Can I run a MIG welder on a diesel generator at a remote site in Arunachal Pradesh?

MIG welders are more sensitive to input voltage fluctuation than transformer-type ARC machines. Modern inverter-based MIG machines (like the Shakti MIG 270G) handle input voltage variation better than older transformer MIGs, but they still need a stable generator with AVR (automatic voltage regulation). For very remote sites with small generators or erratic power, a robust ARC (MMA) inverter welder is more tolerant of power quality variation and requires no shielding gas cylinder logistics.

Which process gives better welds on thin sheet metal for auto body work?

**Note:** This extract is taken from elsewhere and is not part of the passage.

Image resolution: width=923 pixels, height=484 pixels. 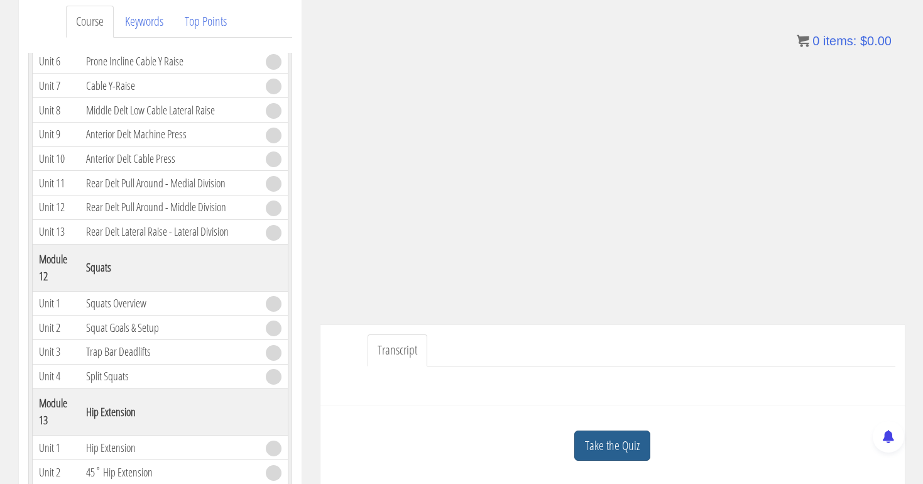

MIG welding is the clear winner for thin sheet metal (0.8–2 mm). The continuous wire feed and lower heat input reduce burn-through risk significantly compared to stick/ARC welding. For automotive body repair in Guwahati, a MIG welder with gas (CO2 or Argon-CO2 mix) produces smooth, low-spatter welds that require minimal grinding before painting. ARC welding thin sheet reliably requires considerable skill and practice to avoid distortion and burn-through.

What is the running cost difference between MIG and ARC welding per metre of weld?

ARC/MMA welding uses consumable electrodes (rods) — typically Rs 80–150 per kg for E6013 mild steel rods — and has about 60–65% deposition efficiency due to electrode core, coating and stub losses. MIG wire (1.2 mm CO2 grade) costs approximately Rs 120–180 per kg with 90–95% deposition efficiency, but you add shielding gas cost. For high-volume fabrication (structural steel, pipe work), MIG's higher deposition rate (2–4× faster than ARC) reduces labour cost per metre of weld, making it cheaper overall despite the gas overhead.